Character Design as Brand Experience
The character designs in Umamusume are exceptional. Every horse girl has a distinct personality, visual style, and backstory tied to the real racehorse she's based on. Special Week, Tokai Teio, Rice Shower. Each one is designed to be lovable, memorable, and worth collecting for reasons beyond gameplay stats.
This is what separates Umamusume from most gacha games. In a typical gacha, you pull for power. You want the strongest character to clear content. In Umamusume, people pull because they genuinely love the characters. They want Special Week because they're attached to her story, not because she has the highest stats.
When people spend money because they love a character versus because they need a character, the entire emotional relationship with the purchase changes. It goes from feeling exploited to feeling invested. That's a brand experience example that transcends gaming entirely. It's the same reason people buy Gucci. Not because they need it. Because they want what it represents.
Why Funko Pops Failed Where Umamusume Succeeded
Funko Pops use a similar collectible model. Mass produced figures covering every franchise imaginable, with rare variants that drive completionist behavior. On paper it's the same psychology as gacha. Collect, hunt for rares, display your collection.
But Funko Pops developed a cultural stigma that Umamusume never did. The reason is design quality. Funko Pops have a generic, oversized head design that makes every character look the same. Batman, Naruto, The Office characters. They all have the same blank stare and bobblehead proportions. The design doesn't elevate the character. It flattens them into a uniform product.
Umamusume's character designs are the opposite. Each one is unique, detailed, and crafted to make you feel something. The visual quality justifies the emotional investment. When the design is good enough, people don't feel like they're being sold a product. They feel like they're participating in something they care about.
Funko tried to make everything collectible. Umamusume made everything worth collecting. That distinction is the difference between a stigma and a phenomenon.
Cultural Positioning Is Everything
The deeper lesson from Umamusume revenue isn't about gacha mechanics or game design. It's about cultural positioning. Cygames took a business model that people actively despise and made it beloved by wrapping it in a presentation that is impossible to be offended by.

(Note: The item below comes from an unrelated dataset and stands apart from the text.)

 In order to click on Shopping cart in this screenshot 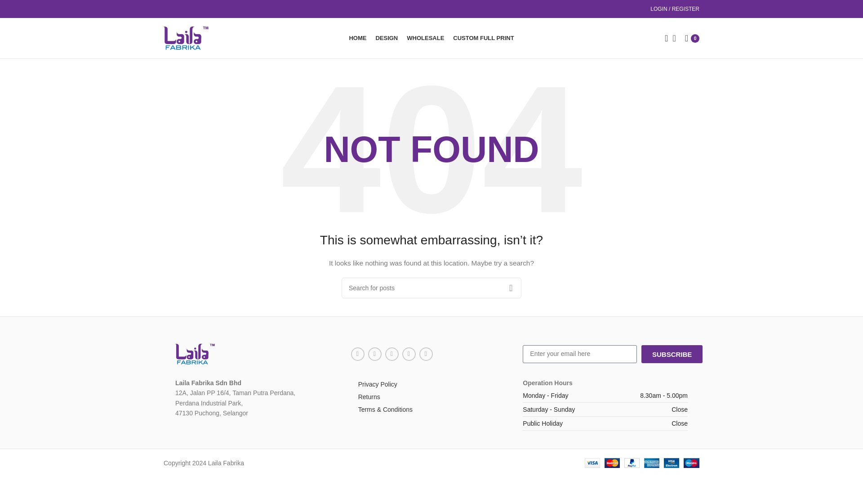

Cute horse girls racing each other. Training montages. Wholesome friendships. Historical callbacks to real racehorses that Japanese audiences have emotional connections to. There is nothing in the entire package that gives critics ammunition. You can't call Umamusume exploitative when the game looks and feels like a celebration of horse racing culture.
This is the same principle that makes Apple's premium pricing feel justified instead of greedy, that makes Monster Energy feel rebellious instead of corporate, that makes Gucci feel aspirational instead of wasteful. The underlying business mechanics are the same as competitors. The positioning is what changes the perception entirely.
Umamusume didn't fix gacha. They didn't make gacha ethical or consumer friendly. They made it culturally acceptable by positioning everything around the experience so well that the monetization becomes invisible. That's brand strategy at its highest level.